Wickstrom shook his head back and forth, back and forth, not in answer to Gabrielle's question, but to clear his mind, to drive out all the ideas and theories and questions that were pus.h.i.+ng down on his brain with unrelieved pressure. ”I don't. No,” he said finally. ”I don't know what I mean. That's a . . . a crazy suggestion. Real Looney Tunes.”

”I just can't see it,” said McNeely. ”I mean, all these things that have been happening here-there's got to be some kind of explanation, some kind of logic behind them, even if it is a supernatural logic. But why here? If anywhere, why here?”

”Why the North Pole?” asked Wickstrom.

”The North Pole is in line with the earth's axis,” McNeely answered.

”My a.s.s! Not magnetic north!”

”Birds don't come here,” said Gabrielle, ”nor animals. The Indians stayed away. It's as if they all knew.”

”Something that folks more civilized forgot,” Wickstrom finished.

”No,” said McNeely firmly, ”it's too much.” Wickstrom flushed a deep red. ”G.o.dd.a.m.nit, just because it's not your idea!”

”Bulls.h.i.+t! It's not that!”

”All right!” yelled Gabrielle, the shrillness of her voice cowing the men. ”You both know the only way we're going to get out of here is to stay together-and that means our minds as well as physically. It wants us to fight. Whatever it is, I'm sure it wants that.”

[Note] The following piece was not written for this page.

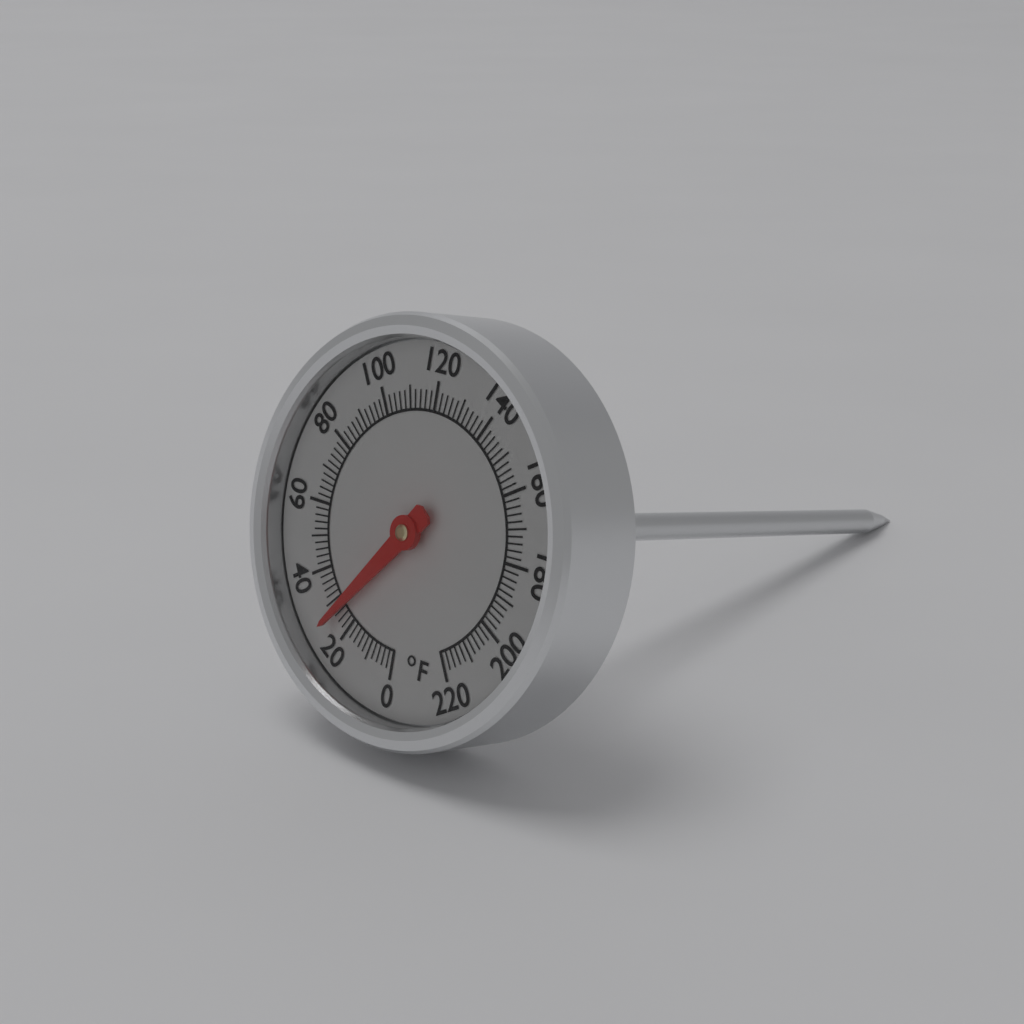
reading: 26 °F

”I'm sorry,” Wickstrom said, and his face looked like he meant it. ”I lost my temper.”

McNeely pushed his fingers through his thick hair. ”Yeah. Me too.”

”Um . . . you're probably right, George. There's nothing to it, just a wacky idea. I'm grabbing at straws.”

McNeely smiled. ”I thought you were the one who said before that it didn't matter.

”Did I say that?” Wickstrom answered, returning the smile. ”What I say and what I think are different. I just hate to talk about it because it makes me think about it. Look,” he said, rising, ”let's forget about this s.h.i.+t for a while. I think the best way to combat spookhouse fever-which is The Pines' form of cabin fever-is to play a hot game of Monopoly. Have I got any suckers?”

The others forced smiles, but didn't speak.

”Come on, folks,” said Wickstrom with a weak chuckle, ”don't make me play with myself. Boardwalk's pretty lonely without friends.”

Gabrielle set down her palette and untied her ap.r.o.n. ”My painting will keep.” She ruffled McNeely's hair. ”And you can find out who killed Colonel Appleyard later.”

”His name's not Appleyard, and I already know,” said McNeely.